You summon emotion from a featureless plane.
Your slender hands guide indelable ichor.
through unforgiving curves
Where perpective means everything
And assuptions nothing.

A picture is worh a thousand poems
Regardless of the brevity of the imagery
I can describe a hand with allusions and allegory
But you start with a base of originality
You can sketch a hand that people can see
The same way we all see hands.
You can stipple in textures
Showing the callousness of over worked fingers.

Good Time Gals

They are the good time gals.
They are the women who make the world,
Who come in many forms,
Who cross all boundaries,
And struggle against stacked odds.

They are mothers born and goddesses chosen:
Some warriors, some healers,
Some brutal, some savage,
Some kind, some rude

  • All equal.

This is an ode to the feminine form
in all its guises,
To the women who made my world.
Not all of them birthed me
But all shaped me
All equally,

Equally beautiful
Equally monstrous
Equally stormy
Equally righteous

Some were a passing light
Flittering across smokey windows
Some were lingering lanterns
Guiding the way down twisting corridors
Some were pragmatic nurses
Closing the dead eyes of fathers.

They are the good time gals
The women who remake this world
Who propelled us as a species
And might help us tear it all down.

Do It Yourself.

DOITYOURSELF

In Belize, I saw a “DOITYOURSELF” heart-shaped slogan decorating the walls of a San Ignacio coffee shop.

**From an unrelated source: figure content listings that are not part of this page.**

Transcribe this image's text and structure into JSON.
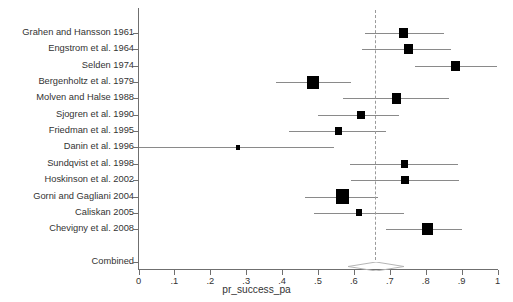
{
  "chart_data": {
    "type": "forest",
    "title": "",
    "xlabel": "pr_success_pa",
    "ylabel": "",
    "xlim": [
      0,
      1
    ],
    "xticks": [
      "0",
      ".1",
      ".2",
      ".3",
      ".4",
      ".5",
      ".6",
      ".7",
      ".8",
      ".9",
      "1"
    ],
    "xtick_values": [
      0,
      0.1,
      0.2,
      0.3,
      0.4,
      0.5,
      0.6,
      0.7,
      0.8,
      0.9,
      1
    ],
    "grid": false,
    "legend": "none",
    "reference_line": 0.66,
    "categories": [
      "Grahen and Hansson 1961",
      "Engstrom et al. 1964",
      "Selden 1974",
      "Bergenholtz et al. 1979",
      "Molven and Halse 1988",
      "Sjogren et al. 1990",
      "Friedman et al. 1995",
      "Danin et al. 1996",
      "Sundqvist et al. 1998",
      "Hoskinson et al. 2002",
      "Gorni and Gagliani 2004",
      "Caliskan 2005",
      "Chevigny et al. 2008",
      "Combined"
    ],
    "studies": [
      {
        "label": "Grahen and Hansson 1961",
        "estimate": 0.738,
        "ci_low": 0.632,
        "ci_high": 0.851,
        "weight": 0.55
      },
      {
        "label": "Engstrom et al. 1964",
        "estimate": 0.752,
        "ci_low": 0.623,
        "ci_high": 0.871,
        "weight": 0.6
      },
      {
        "label": "Selden 1974",
        "estimate": 0.884,
        "ci_low": 0.771,
        "ci_high": 1.0,
        "weight": 0.55
      },
      {
        "label": "Bergenholtz et al. 1979",
        "estimate": 0.486,
        "ci_low": 0.382,
        "ci_high": 0.592,
        "weight": 0.85
      },
      {
        "label": "Molven and Halse 1988",
        "estimate": 0.718,
        "ci_low": 0.57,
        "ci_high": 0.866,
        "weight": 0.6
      },
      {
        "label": "Sjogren et al. 1990",
        "estimate": 0.62,
        "ci_low": 0.5,
        "ci_high": 0.725,
        "weight": 0.42
      },
      {
        "label": "Friedman et al. 1995",
        "estimate": 0.556,
        "ci_low": 0.42,
        "ci_high": 0.69,
        "weight": 0.38
      },
      {
        "label": "Danin et al. 1996",
        "estimate": 0.277,
        "ci_low": 0.0,
        "ci_high": 0.545,
        "weight": 0.12
      },
      {
        "label": "Sundqvist et al. 1998",
        "estimate": 0.74,
        "ci_low": 0.59,
        "ci_high": 0.89,
        "weight": 0.4
      },
      {
        "label": "Hoskinson et al. 2002",
        "estimate": 0.743,
        "ci_low": 0.593,
        "ci_high": 0.893,
        "weight": 0.42
      },
      {
        "label": "Gorni and Gagliani 2004",
        "estimate": 0.567,
        "ci_low": 0.463,
        "ci_high": 0.666,
        "weight": 1.0
      },
      {
        "label": "Caliskan 2005",
        "estimate": 0.615,
        "ci_low": 0.488,
        "ci_high": 0.74,
        "weight": 0.3
      },
      {
        "label": "Chevigny et al. 2008",
        "estimate": 0.805,
        "ci_low": 0.69,
        "ci_high": 0.9,
        "weight": 0.72
      }
    ],
    "combined": {
      "label": "Combined",
      "estimate": 0.662,
      "ci_low": 0.584,
      "ci_high": 0.74
    }
  },
  "axis": {
    "x_title": "pr_success_pa"
  },
  "colors": {
    "marker": "#000000",
    "ci_line": "#8a8a8a",
    "axis": "#6f6f6f",
    "reference": "#9a9a9a",
    "diamond": "#b5b5b5",
    "text": "#333333",
    "background": "#ffffff"
  }
}
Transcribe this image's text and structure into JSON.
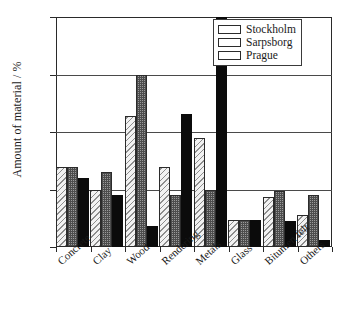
{
  "chart_data": {
    "type": "bar",
    "title": "",
    "xlabel": "",
    "ylabel": "Amount of material / %",
    "ylim": [
      0,
      40
    ],
    "yticks": [
      0,
      10,
      20,
      30,
      40
    ],
    "grid": true,
    "legend_position": "top-right",
    "categories": [
      "Concrete",
      "Clay",
      "Wood",
      "Rendering",
      "Metals",
      "Glass",
      "Bitumen felt",
      "Others"
    ],
    "series": [
      {
        "name": "Stockholm",
        "pattern": "diagonal-hatch",
        "color": "#f2f2f2",
        "values": [
          14.0,
          9.9,
          22.7,
          13.9,
          19.0,
          4.7,
          8.7,
          5.6
        ]
      },
      {
        "name": "Sarpsborg",
        "pattern": "dark-stipple",
        "color": "#9a9a9a",
        "values": [
          14.0,
          13.0,
          30.0,
          9.0,
          9.9,
          4.7,
          9.8,
          9.0
        ]
      },
      {
        "name": "Prague",
        "pattern": "solid",
        "color": "#0b0b0b",
        "values": [
          12.0,
          9.0,
          3.7,
          23.2,
          40.0,
          4.7,
          4.6,
          1.3
        ]
      }
    ]
  }
}
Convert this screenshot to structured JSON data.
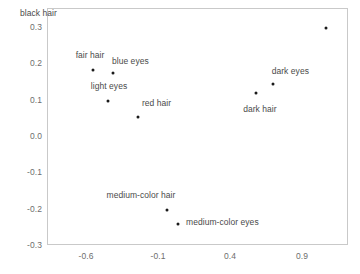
{
  "chart_data": {
    "type": "scatter",
    "title": "",
    "subtitle": "",
    "xlabel": "",
    "ylabel": "",
    "xlim": [
      -0.85,
      1.24
    ],
    "ylim": [
      -0.33,
      0.345
    ],
    "grid": false,
    "legend": "none",
    "xticks": [
      "-0.6",
      "-0.1",
      "0.4",
      "0.9"
    ],
    "xtick_values": [
      -0.6,
      -0.1,
      0.4,
      0.9
    ],
    "yticks": [
      "0.3",
      "0.2",
      "0.1",
      "0.0",
      "-0.1",
      "-0.2",
      "-0.3"
    ],
    "ytick_values": [
      0.3,
      0.2,
      0.1,
      0.0,
      -0.1,
      -0.2,
      -0.3
    ],
    "point_color": "#1a1a1a",
    "label_color": "#4a4a4a",
    "axis_color": "#c9c9c9",
    "points": [
      {
        "label": "black hair",
        "x": 1.07,
        "y": 0.297,
        "label_dx": -2,
        "label_dy": 0.042
      },
      {
        "label": "fair hair",
        "x": -0.552,
        "y": 0.182,
        "label_dx": -0.02,
        "label_dy": 0.042
      },
      {
        "label": "blue eyes",
        "x": -0.412,
        "y": 0.173,
        "label_dx": 0.12,
        "label_dy": 0.033
      },
      {
        "label": "dark eyes",
        "x": 0.699,
        "y": 0.142,
        "label_dx": 0.12,
        "label_dy": 0.037
      },
      {
        "label": "dark hair",
        "x": 0.578,
        "y": 0.118,
        "label_dx": 0.03,
        "label_dy": -0.043
      },
      {
        "label": "light eyes",
        "x": -0.45,
        "y": 0.095,
        "label_dx": 0.01,
        "label_dy": 0.042
      },
      {
        "label": "red hair",
        "x": -0.24,
        "y": 0.052,
        "label_dx": 0.13,
        "label_dy": 0.039
      },
      {
        "label": "medium-color hair",
        "x": -0.038,
        "y": -0.203,
        "label_dx": -0.18,
        "label_dy": 0.041
      },
      {
        "label": "medium-color eyes",
        "x": 0.037,
        "y": -0.243,
        "label_dx": 0.31,
        "label_dy": 0.006
      }
    ]
  }
}
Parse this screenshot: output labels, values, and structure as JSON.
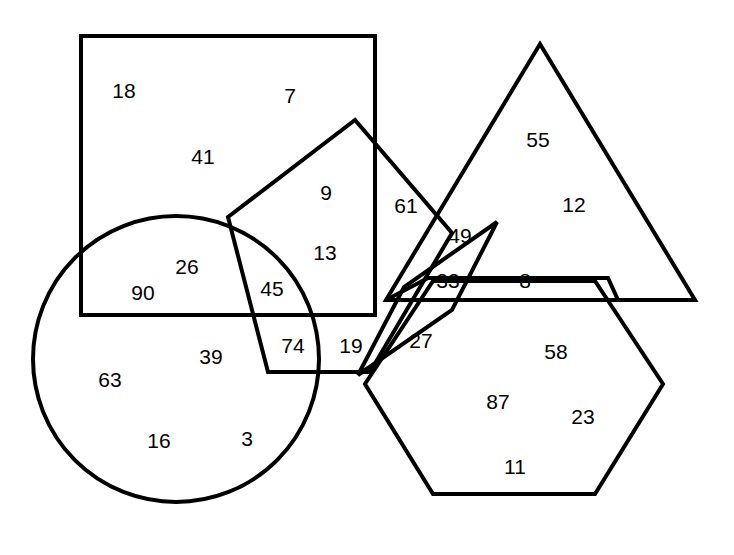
{
  "figure": {
    "width": 734,
    "height": 555,
    "background_color": "#ffffff",
    "stroke_color": "#000000",
    "stroke_width": 4,
    "label_color": "#000000",
    "label_font_size": 21
  },
  "shapes": [
    {
      "id": "square",
      "name": "square",
      "type": "rect",
      "x": 81,
      "y": 36,
      "width": 294,
      "height": 279
    },
    {
      "id": "circle",
      "name": "circle",
      "type": "circle",
      "cx": 176,
      "cy": 359,
      "r": 143
    },
    {
      "id": "pentagon",
      "name": "pentagon",
      "type": "polygon",
      "points": "228,217 355,120 452,233 370,372 268,372"
    },
    {
      "id": "triangle",
      "name": "triangle",
      "type": "polygon",
      "points": "540,44 695,300 386,300"
    },
    {
      "id": "parallelogram-wide",
      "name": "wide-parallelogram",
      "type": "polygon",
      "points": "428,278 608,278 618,300 386,300"
    },
    {
      "id": "parallelogram-slanted",
      "name": "slanted-parallelogram",
      "type": "polygon",
      "points": "497,222 452,310 358,375 404,287"
    },
    {
      "id": "hexagon",
      "name": "hexagon",
      "type": "polygon",
      "points": "433,281 595,281 663,384 595,494 433,494 365,384"
    }
  ],
  "labels": [
    {
      "text": "18",
      "x": 124,
      "y": 90
    },
    {
      "text": "7",
      "x": 290,
      "y": 95
    },
    {
      "text": "41",
      "x": 203,
      "y": 156
    },
    {
      "text": "9",
      "x": 326,
      "y": 192
    },
    {
      "text": "13",
      "x": 325,
      "y": 252
    },
    {
      "text": "26",
      "x": 187,
      "y": 266
    },
    {
      "text": "90",
      "x": 143,
      "y": 292
    },
    {
      "text": "45",
      "x": 272,
      "y": 288
    },
    {
      "text": "39",
      "x": 211,
      "y": 356
    },
    {
      "text": "74",
      "x": 293,
      "y": 345
    },
    {
      "text": "19",
      "x": 351,
      "y": 345
    },
    {
      "text": "63",
      "x": 110,
      "y": 379
    },
    {
      "text": "16",
      "x": 159,
      "y": 440
    },
    {
      "text": "3",
      "x": 247,
      "y": 438
    },
    {
      "text": "61",
      "x": 406,
      "y": 205
    },
    {
      "text": "55",
      "x": 538,
      "y": 139
    },
    {
      "text": "12",
      "x": 574,
      "y": 204
    },
    {
      "text": "49",
      "x": 460,
      "y": 235
    },
    {
      "text": "33",
      "x": 448,
      "y": 280
    },
    {
      "text": "8",
      "x": 525,
      "y": 280
    },
    {
      "text": "27",
      "x": 421,
      "y": 340
    },
    {
      "text": "58",
      "x": 556,
      "y": 351
    },
    {
      "text": "87",
      "x": 498,
      "y": 401
    },
    {
      "text": "23",
      "x": 583,
      "y": 416
    },
    {
      "text": "11",
      "x": 515,
      "y": 466
    }
  ]
}
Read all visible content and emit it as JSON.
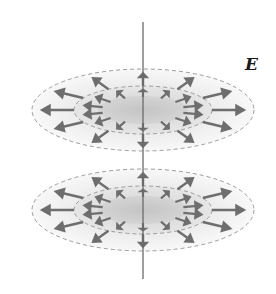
{
  "diagram": {
    "field_label": "E",
    "axis": {
      "x": 143,
      "y1": 22,
      "y2": 279,
      "color": "#6a6a6a"
    },
    "disks": [
      {
        "name": "upper-disk",
        "cy": 110
      },
      {
        "name": "lower-disk",
        "cy": 210
      }
    ],
    "geometry": {
      "cx": 143,
      "outer": {
        "rx": 111,
        "ry": 41
      },
      "middle": {
        "rx": 69,
        "ry": 24
      },
      "core": {
        "rx": 45,
        "ry": 14
      },
      "outer_arrow_count": 12,
      "inner_arrow_count": 14
    },
    "colors": {
      "arrow": "#6e6e6e",
      "dashed_outline": "#9c9c9c",
      "fill_center": "#cfcfcf",
      "fill_mid": "#e4e4e4",
      "fill_edge": "#f7f7f7"
    }
  }
}
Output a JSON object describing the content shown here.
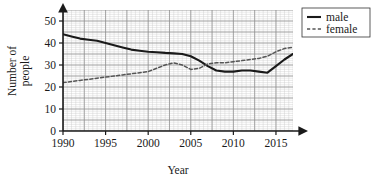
{
  "chart_data": {
    "type": "line",
    "title": "",
    "xlabel": "Year",
    "ylabel": "Number of people",
    "ylabel_line1": "Number of",
    "ylabel_line2": "people",
    "xlim": [
      1990,
      2017
    ],
    "ylim": [
      0,
      55
    ],
    "xticks": [
      1990,
      1995,
      2000,
      2005,
      2010,
      2015
    ],
    "yticks": [
      0,
      10,
      20,
      30,
      40,
      50
    ],
    "xtick_labels": [
      "1990",
      "1995",
      "2000",
      "2005",
      "2010",
      "2015"
    ],
    "ytick_labels": [
      "0",
      "10",
      "20",
      "30",
      "40",
      "50"
    ],
    "grid": true,
    "grid_minor_step_x": 0.5,
    "grid_minor_step_y": 1,
    "grid_major_step_x": 2.5,
    "grid_major_step_y": 5,
    "legend_position": "top-right",
    "x": [
      1990,
      1991,
      1992,
      1993,
      1994,
      1995,
      1996,
      1997,
      1998,
      1999,
      2000,
      2001,
      2002,
      2003,
      2004,
      2005,
      2006,
      2007,
      2008,
      2009,
      2010,
      2011,
      2012,
      2013,
      2014,
      2015,
      2016,
      2017
    ],
    "series": [
      {
        "name": "male",
        "style": "solid",
        "color": "#1a1a1a",
        "values": [
          44,
          43,
          42,
          41.5,
          41,
          40,
          39,
          38,
          37,
          36.5,
          36,
          35.8,
          35.5,
          35.3,
          35,
          34,
          32,
          29.5,
          27.5,
          27,
          27,
          27.5,
          27.5,
          27,
          26.5,
          29.5,
          32.5,
          35
        ]
      },
      {
        "name": "female",
        "style": "dashed",
        "color": "#555555",
        "values": [
          22,
          22.5,
          23,
          23.5,
          24,
          24.5,
          25,
          25.5,
          26,
          26.5,
          27,
          28.5,
          30,
          31,
          30,
          28,
          28.5,
          30.5,
          31,
          31,
          31.5,
          32,
          32.5,
          33,
          34,
          36,
          37.5,
          38
        ]
      }
    ]
  },
  "legend": {
    "items": [
      {
        "label": "male",
        "style": "solid"
      },
      {
        "label": "female",
        "style": "dashed"
      }
    ]
  }
}
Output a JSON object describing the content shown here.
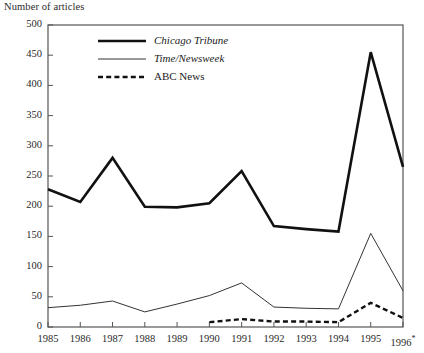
{
  "chart_data": {
    "type": "line",
    "title": "Number of articles",
    "xlabel": "",
    "ylabel": "Number of articles",
    "grid": false,
    "legend_position": "top-left-inside",
    "ylim": [
      0,
      500
    ],
    "yticks": [
      0,
      50,
      100,
      150,
      200,
      250,
      300,
      350,
      400,
      450,
      500
    ],
    "ytick_labels": [
      "0",
      "50",
      "100",
      "150",
      "200",
      "250",
      "300",
      "350",
      "400",
      "450",
      "500"
    ],
    "categories": [
      "1985",
      "1986",
      "1987",
      "1988",
      "1989",
      "1990",
      "1991",
      "1992",
      "1993",
      "1994",
      "1995",
      "1996"
    ],
    "xtick_labels": [
      "1985",
      "1986",
      "1987",
      "1988",
      "1989",
      "1990",
      "1991",
      "1992",
      "1993",
      "1994",
      "1995",
      "1996"
    ],
    "last_xtick_suffix": "*",
    "series": [
      {
        "name": "Chicago Tribune",
        "style": "thick-solid",
        "italic_label": true,
        "color": "#111111",
        "x": [
          "1985",
          "1986",
          "1987",
          "1988",
          "1989",
          "1990",
          "1991",
          "1992",
          "1993",
          "1994",
          "1995",
          "1996"
        ],
        "values": [
          228,
          207,
          280,
          199,
          198,
          205,
          258,
          167,
          162,
          158,
          455,
          265
        ]
      },
      {
        "name": "Time/Newsweek",
        "style": "thin-solid",
        "italic_label": true,
        "color": "#333333",
        "x": [
          "1985",
          "1986",
          "1987",
          "1988",
          "1989",
          "1990",
          "1991",
          "1992",
          "1993",
          "1994",
          "1995",
          "1996"
        ],
        "values": [
          32,
          36,
          43,
          25,
          38,
          52,
          73,
          33,
          31,
          30,
          155,
          60
        ]
      },
      {
        "name": "ABC News",
        "style": "dashed",
        "italic_label": false,
        "color": "#111111",
        "x": [
          "1990",
          "1991",
          "1992",
          "1993",
          "1994",
          "1995",
          "1996"
        ],
        "values": [
          8,
          13,
          9,
          9,
          8,
          40,
          15
        ]
      }
    ]
  },
  "legend": {
    "items": [
      {
        "label": "Chicago Tribune"
      },
      {
        "label": "Time/Newsweek"
      },
      {
        "label": "ABC News"
      }
    ]
  },
  "axis": {
    "y_title": "Number of articles"
  },
  "colors": {
    "frame": "#555555",
    "text": "#2a2a2a",
    "series_primary": "#111111"
  }
}
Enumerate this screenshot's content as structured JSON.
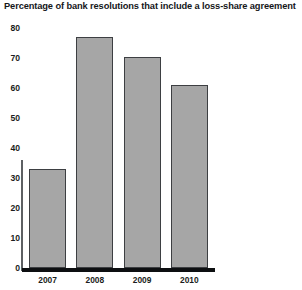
{
  "chart_data": {
    "type": "bar",
    "title": "Percentage of bank resolutions that include a loss-share agreement",
    "xlabel": "",
    "ylabel": "",
    "categories": [
      "2007",
      "2008",
      "2009",
      "2010"
    ],
    "values": [
      33,
      77,
      70.5,
      61
    ],
    "series": [
      {
        "name": "Percentage of bank resolutions that include a loss-share agreement",
        "values": [
          33,
          77,
          70.5,
          61
        ]
      }
    ],
    "ylim": [
      0,
      80
    ],
    "ytick_labels": [
      "0",
      "10",
      "20",
      "30",
      "40",
      "50",
      "60",
      "70",
      "80"
    ],
    "ytick_values": [
      0,
      10,
      20,
      30,
      40,
      50,
      60,
      70,
      80
    ],
    "grid": false,
    "legend": "none",
    "bar_color": "#a6a6a6",
    "bar_border_color": "#3d3f42",
    "axis_color": "#0d0f11",
    "background_color": "#ffffff"
  }
}
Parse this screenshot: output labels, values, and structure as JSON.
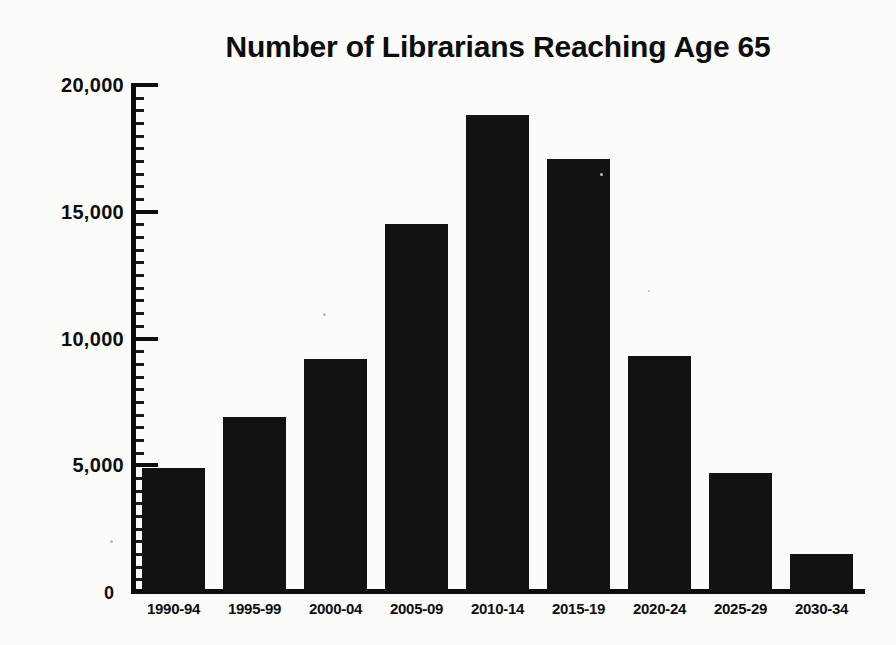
{
  "chart_data": {
    "type": "bar",
    "title": "Number of Librarians Reaching Age 65",
    "xlabel": "",
    "ylabel": "",
    "categories": [
      "1990-94",
      "1995-99",
      "2000-04",
      "2005-09",
      "2010-14",
      "2015-19",
      "2020-24",
      "2025-29",
      "2030-34"
    ],
    "values": [
      4900,
      6900,
      9200,
      14500,
      18800,
      17100,
      9300,
      4700,
      1500
    ],
    "ylim": [
      0,
      20000
    ],
    "ytick_labels": [
      "20,000",
      "15,000",
      "10,000",
      "5,000",
      "0"
    ],
    "ytick_values": [
      20000,
      15000,
      10000,
      5000,
      0
    ],
    "grid": false,
    "legend": null,
    "legend_position": "none",
    "bar_color": "#121212",
    "background_color": "#fbfbfa",
    "text_color": "#0d0d0d",
    "series": [
      {
        "name": "Librarians reaching age 65",
        "values": [
          4900,
          6900,
          9200,
          14500,
          18800,
          17100,
          9300,
          4700,
          1500
        ]
      }
    ]
  },
  "axis": {
    "y_label_0": "0",
    "y_label_5k": "5,000",
    "y_label_10k": "10,000",
    "y_label_15k": "15,000",
    "y_label_20k": "20,000"
  },
  "bars": [
    {
      "category": "1990-94",
      "value": 4900
    },
    {
      "category": "1995-99",
      "value": 6900
    },
    {
      "category": "2000-04",
      "value": 9200
    },
    {
      "category": "2005-09",
      "value": 14500
    },
    {
      "category": "2010-14",
      "value": 18800
    },
    {
      "category": "2015-19",
      "value": 17100
    },
    {
      "category": "2020-24",
      "value": 9300
    },
    {
      "category": "2025-29",
      "value": 4700
    },
    {
      "category": "2030-34",
      "value": 1500
    }
  ]
}
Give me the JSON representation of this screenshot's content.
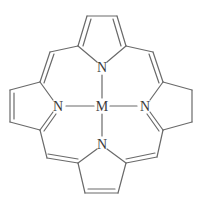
{
  "diagram": {
    "type": "chemical-structure",
    "title": "",
    "bond_color": "#6a6a6a",
    "label_color": "#3a3a3a",
    "atoms": [
      {
        "id": "M",
        "label": "M",
        "x": 102,
        "y": 106
      },
      {
        "id": "N_top",
        "label": "N",
        "x": 102,
        "y": 67
      },
      {
        "id": "N_left",
        "label": "N",
        "x": 58,
        "y": 106
      },
      {
        "id": "N_right",
        "label": "N",
        "x": 145,
        "y": 106
      },
      {
        "id": "N_bottom",
        "label": "N",
        "x": 102,
        "y": 144
      }
    ],
    "labels": {
      "metal": "M",
      "n_top": "N",
      "n_left": "N",
      "n_right": "N",
      "n_bottom": "N"
    }
  }
}
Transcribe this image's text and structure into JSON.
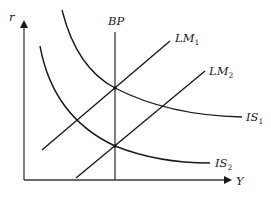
{
  "diagram": {
    "axes": {
      "y_label": "r",
      "x_label": "Y"
    },
    "curves": {
      "bp": {
        "label": "BP"
      },
      "lm1": {
        "label": "LM",
        "subscript": "1"
      },
      "lm2": {
        "label": "LM",
        "subscript": "2"
      },
      "is1": {
        "label": "IS",
        "subscript": "1"
      },
      "is2": {
        "label": "IS",
        "subscript": "2"
      }
    },
    "colors": {
      "line": "#1a1a1a",
      "axis": "#3a3a3a",
      "background": "#ffffff"
    }
  }
}
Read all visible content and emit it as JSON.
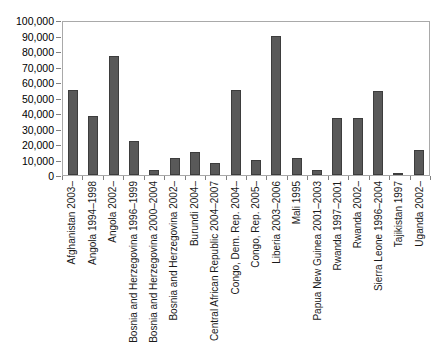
{
  "chart_data": {
    "type": "bar",
    "title": "",
    "xlabel": "",
    "ylabel": "",
    "ylim": [
      0,
      100000
    ],
    "grid": false,
    "legend": "none",
    "bar_color": "#595959",
    "y_ticks": [
      "100,000",
      "90,000",
      "80,000",
      "70,000",
      "60,000",
      "50,000",
      "40,000",
      "30,000",
      "20,000",
      "10,000",
      "0"
    ],
    "y_tick_values": [
      100000,
      90000,
      80000,
      70000,
      60000,
      50000,
      40000,
      30000,
      20000,
      10000,
      0
    ],
    "categories": [
      "Afghanistan 2003–",
      "Angola 1994–1998",
      "Angola 2002–",
      "Bosnia and Herzegovina 1996–1999",
      "Bosnia and Herzegovina 2000–2004",
      "Bosnia and Herzegovina 2002–",
      "Burundi 2004–",
      "Central African Republic 2004–2007",
      "Congo, Dem. Rep. 2004–",
      "Congo, Rep. 2005–",
      "Liberia 2003–2006",
      "Mali 1995",
      "Papua New Guinea 2001–2003",
      "Rwanda 1997–2001",
      "Rwanda 2002–",
      "Sierra Leone 1996–2004",
      "Tajikistan 1997",
      "Uganda 2002–"
    ],
    "values": [
      55000,
      38000,
      77000,
      22000,
      3500,
      11000,
      15000,
      8000,
      55000,
      10000,
      90000,
      11000,
      3000,
      37000,
      37000,
      54000,
      700,
      16000
    ]
  }
}
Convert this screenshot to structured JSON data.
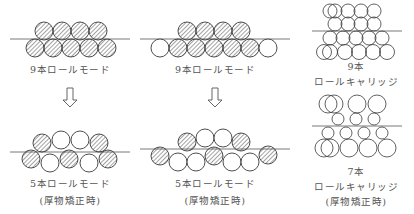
{
  "colors": {
    "stroke": "#3a3a3a",
    "hatch": "#555555",
    "line": "#555555",
    "text": "#555555"
  },
  "panels": [
    {
      "id": "nine-roll-mode-a",
      "label": "9本ロールモード"
    },
    {
      "id": "nine-roll-mode-b",
      "label": "9本ロールモード"
    },
    {
      "id": "five-roll-mode-a",
      "label": "5本ロールモード",
      "sublabel": "(厚物矯正時)"
    },
    {
      "id": "five-roll-mode-b",
      "label": "5本ロールモード",
      "sublabel": "(厚物矯正時)"
    },
    {
      "id": "nine-roll-carriage",
      "label": "9本",
      "label2": "ロールキャリッジ"
    },
    {
      "id": "seven-roll-carriage",
      "label": "7本",
      "label2": "ロールキャリッジ",
      "sublabel": "(厚物矯正時)"
    }
  ],
  "arrows": [
    {
      "icon": "down-arrow-icon"
    },
    {
      "icon": "down-arrow-icon"
    }
  ]
}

We took a much needed break there during the afternoon of the Shoulder season when the heat lingered and the humidity concentrated in the shift from summer into the rainy season. While ideal for exploration with few crowds, the oppressive weather warranted periodic lazy days when the only agenda was comfort. The sparsely-decorated coffee shop had two main attractions - air conditioning and decent coffee. The longer we stayed, the more we realized how it emblazoned the very loud and proud Belizean culture. At least, the small subsection that we saw running through the veins like brilliant calcite crystal snaking its way through this country’s Mayan bones. The coffee shop stands out like a yellow plume against this country’s lush backdrop.

The decor had the theme of a foreign entrepeneur who visited an indepentendly owned coffee shop in Fargo, North Dakota, and returned inspired. After all, they chose the brown plasticized booths with accent stripes in browns and cross-hatch textures of every shape and size. While the cushions felt like bus seats, they invited you to torment your spine and collapse like a preMahogany tables designed to allow maximum sprawl ate up so much space they could have doubled their occupancy and still feel spacious. The huge aluminum and glass window belonged on any dollar store trying to keep costs low They mounted power outlets mounted in the middle of the wall so each table traded function for easily-accessible form. All of the design decisions preferred practicality over aesthetics, but the deliberate wall art and the Chinese characters depicting the shop’s name in gold, polished glyphs with hammered filigrees set admidt a field of symmetrical, shining stars, left an indelible impression of a cultural conversations even more than the four different groups of customers and employees having four conversations in four separate languages before conducting their business in well-practiced English.

The matron of the establishment held court from her supervisory position fenced off by a wall of cafe supplies and the Simonelli espresso machine. In rapid, loud Cantonese, She ordered around her children employees who carried the mixed heritage of strong Asian decent mixed with strong Kriol descent. They, in turn, enacted her every command with the scurrying promptness reserved for the children of military parents or stereotypical old Asians. The kind you don’t want to generalize but then who publicly model themselves like Mrs. Kim from the Gilmore girls. Whatever her motivations, she ran a tight ship and her children make one hell of an Americano.